“Oranges can be sweet or sour,” I answered. “Like love.”
Country: Columbia
Title: Orange Wine
Author: Esperanza Hope Synder
Language: English
Translator: N/A
Publisher: Mareas Books 2025
Esperanza Hope Snyder’s Orange Wine was a bit of a disappointment. It opens with a bang – “While I was giving birth to Lucy, my husband, Alessandro, was lying in bed with my sister Isabel” – but it never really delivered. Ines is supposed to be partaking on a journey of “artistic freedom and feminine awakening,” but she never seems fully developed enough for her journey to strike a chord. Despite all the pieces being there, they seemed a bit disjointed, and I never felt like I really saw Ines.

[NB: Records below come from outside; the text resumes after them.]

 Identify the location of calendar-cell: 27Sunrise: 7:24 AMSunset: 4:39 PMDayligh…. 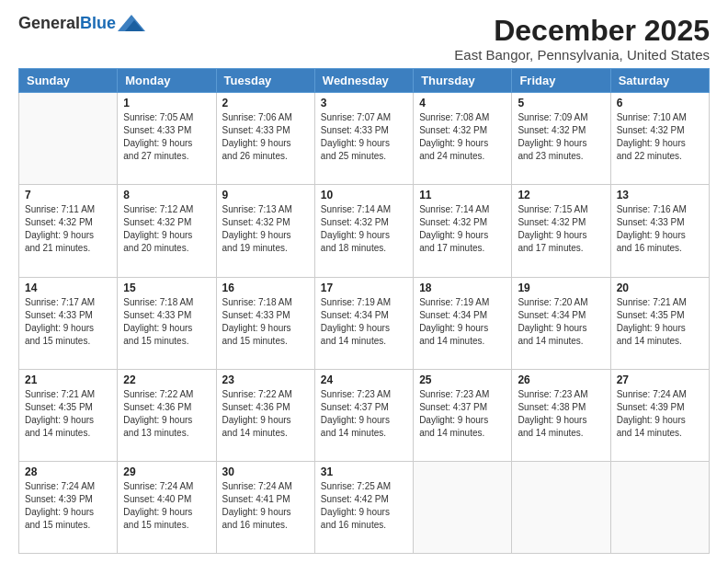
(660, 415).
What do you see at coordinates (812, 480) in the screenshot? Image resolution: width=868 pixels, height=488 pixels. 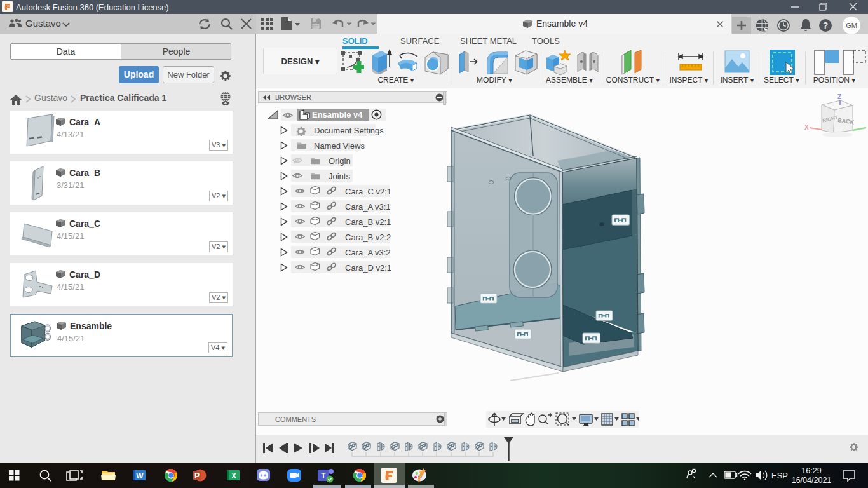 I see `svg-text: 16/04/2021` at bounding box center [812, 480].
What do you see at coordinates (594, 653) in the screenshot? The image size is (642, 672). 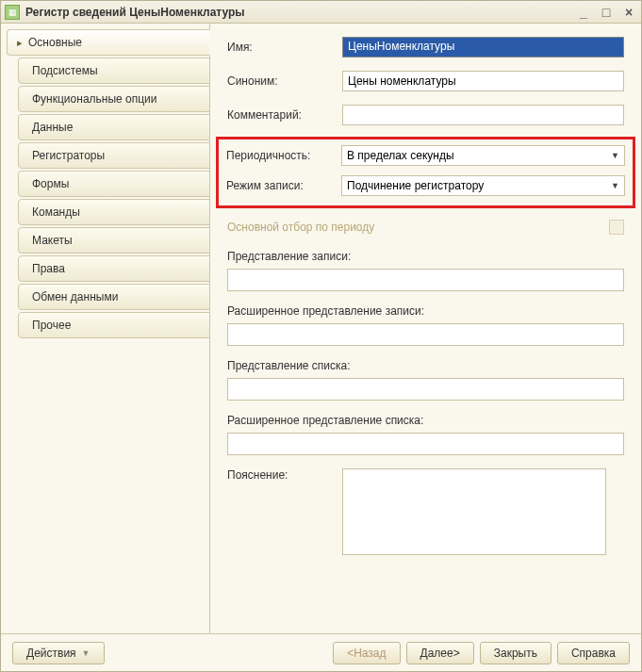 I see `help-button: Справка` at bounding box center [594, 653].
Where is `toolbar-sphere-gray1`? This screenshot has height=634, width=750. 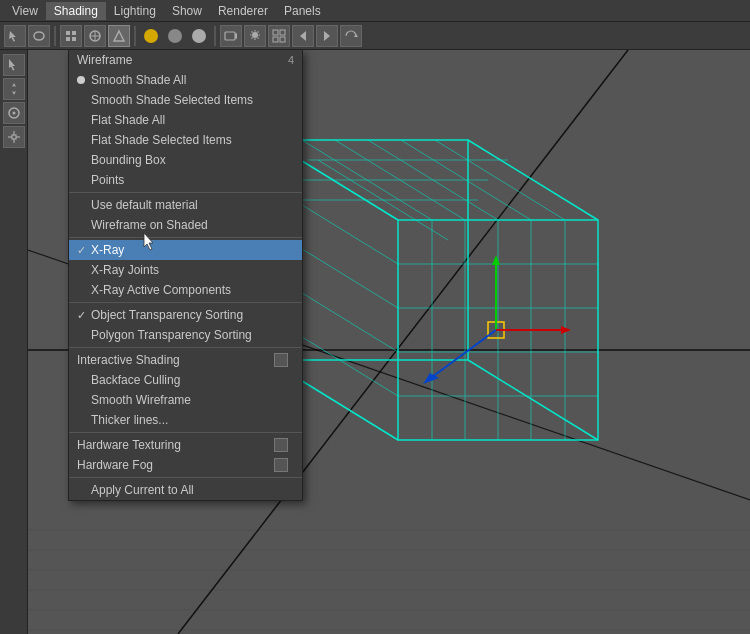
toolbar-sphere-gray1 is located at coordinates (175, 36).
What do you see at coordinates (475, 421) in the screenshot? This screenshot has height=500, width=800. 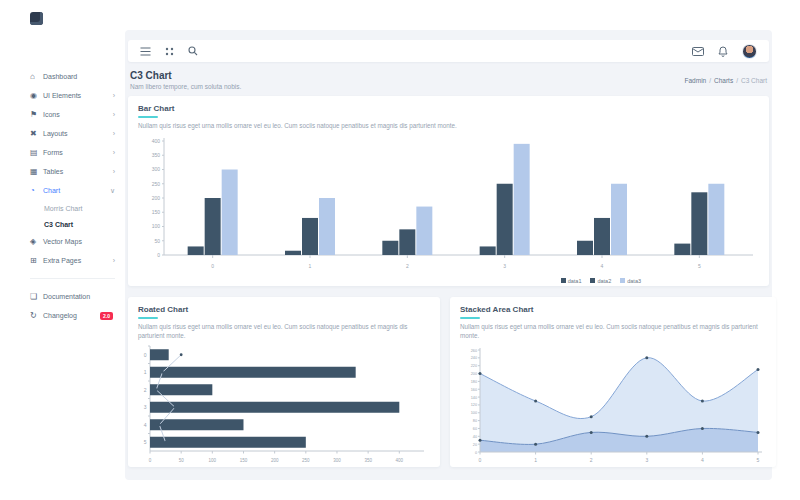 I see `svg-text: 80` at bounding box center [475, 421].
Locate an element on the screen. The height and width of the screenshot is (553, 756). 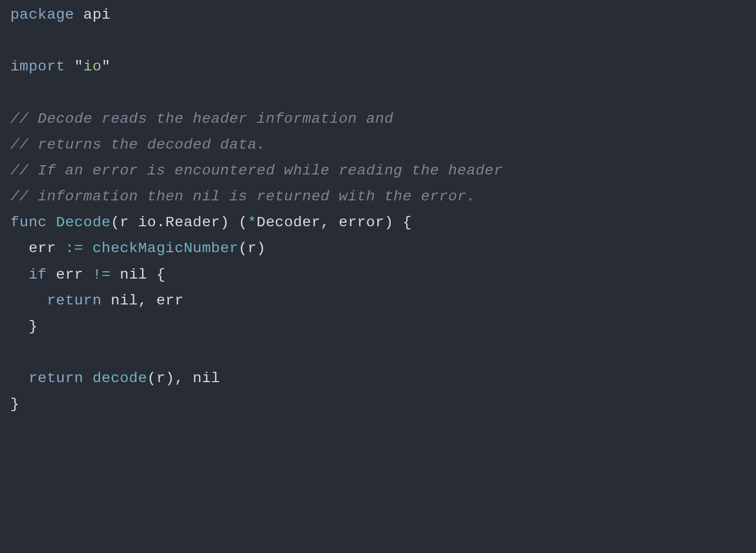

The novel is set in early twentieth century Columbia. Ines is clearly the pretty daughter, the doted-on baby of the family. The Catholic Church is a main character here, dictating much of what happens in Ines’s life, but again, there is just a disconnect with how the story is told. Ines marries a scoundrel who can’t keep it in his pants, and his relationship with Ines’s sister began before they were even married. (I’d say the sisters are all awful here, but they’re painted with the same brush as Ines.) Ines ends up with the man one of her other sister’s had her eyes on, despite being still married. They begin a relationship.
There are some really good things here about the control over women by fathers, husbands, and the church, but the delivery just fall flat. What makes it even more unfortunate is that the novel was inspired by her grandparents.
Well. They can’t all be winners. (But I am counting this on Tommi Reads the World!)